Initially, Err on the Side of Too Wide

So bearing that in mind, I’d say err on the side of going to wide.  At least, that’s how you should approach it in the beginning.

If you’re writing blog posts, this might mean that you’re covering widely covered topics.  But you’re still doing so in your unique voice.  Your friends, family and colleagues will probably be interested, and you’ll probably even start to develop some regular readers and followers.  This holds especially true if you join and actively participate in communities and follow similar bloggers.

You can manufacture an audience, even if you’re too general.  But if you’re too specific (and thus boring), you’ll only ever have obligatory readers in the forms of friends and family.

The same logic holds even more true with hustling and working as a freelancer.  You can always find work as a generalist, undifferentiated worker.  It might not be overly lucrative or well-positioned, but work is work.  It’s better than being the undisputed expert in a dead technology that is completely unmarketable.

But Be Hypersensitive to The Signs of Being Too General

The idea that you want to find problems people have and solve them holds true throughout this.  People want intro to Javascript tutorials and people want to pay for software labor.  So you can write them and do that, respectively, and do well for yourself.  Start there, and iterate.

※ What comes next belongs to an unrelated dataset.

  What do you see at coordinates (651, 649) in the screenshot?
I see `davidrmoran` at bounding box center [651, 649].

But as you do so, be really sensitive to the signs that you’re too generic.

This is an interesting and multi-faceted topic.  When you’re talking about an individual blog post (assuming you’re trying to rank in Google for it), you can tell that you’re being too general when you’re nowhere close to ranking on page 1 of Google.  If you’re writing about a topic and the front page of Google features heavyweights like Microsoft, Wiki, Amazon, etc. then you’re probably walking well trod ground.  You’re not going to out-rank those sites, so look for subjects that they don’t cover.

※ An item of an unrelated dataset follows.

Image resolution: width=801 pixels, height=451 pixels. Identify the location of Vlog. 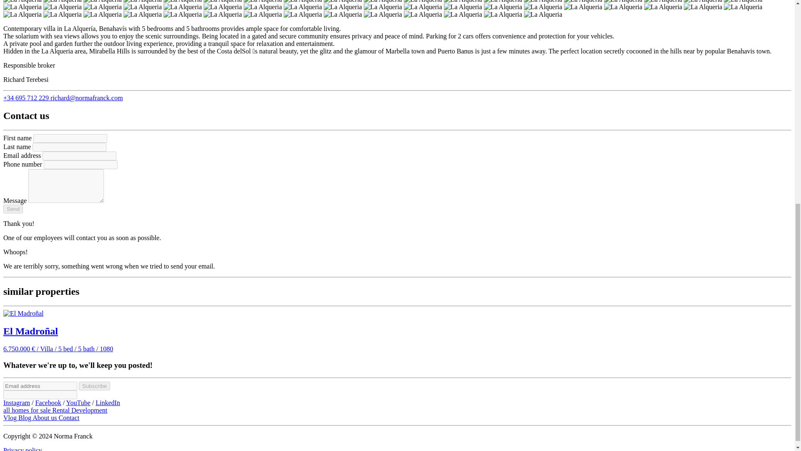
(11, 417).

When it comes to an blog (or any sort of content production and sale), I have a lot of experience.  For a lot of years, DaedTech was (and still is, I suppose) a journal blog, where I wrote about whatever struck my fancy.  When you’re overly generalized with something like this, you’ll find opportunities that present themselves, but they’ll be sort of random and disparate.  They won’t really seem to build on one another.

And if you’re an overly generalized free agent or worker, you’ll wind up in contracting situations that commonly resemble jobs.  You’ll find yourself responding to RFPs, interviewing, or diving to the bottom to undercut people with lower hourly rate.  These are the telltales of needing expertise and a narrower niche.

Keep Iterating as You Go

If you find yourself speaking to too wide an audience or pitching yourself as a commodity, you’ve already won most of the battle because you’ve recognized the problem.  You have eyeballs on you, which is a good thing.  Now you just need to distinguish yourself in those eyeballs and to narrow your focus to what’s in demand and what you do well.

There’s no easy, one-size-fits-all path to this, unfortunately.  If there were, I’d happily give it to you.

But what I can say is this.  Look at the work you’re doing, including what seems to work and what doesn’t.  Look for patterns and repeatable things that you can deliver and speak about.  What do people ask for advice about?  What do they consider you an expert in?  What do you deliver that makes people the happiest?

Take note of those things and start zooming in on them.  Write and talk about them more.  Put them on your website as offerings.  Do consultations.  See how it goes, and if you gain traction, keep focusing on that niche.

The mistake that many people make is to assume that they’ll choose some narrow niche and it will remain “their thing” forever.  It won’t.  It will evolve and you will evolve.  The iterating doesn’t stop once you find a dedicated audience and success.  You’ll have to keep learning, tweaking, evaluating and refining in order to stay on top of your game.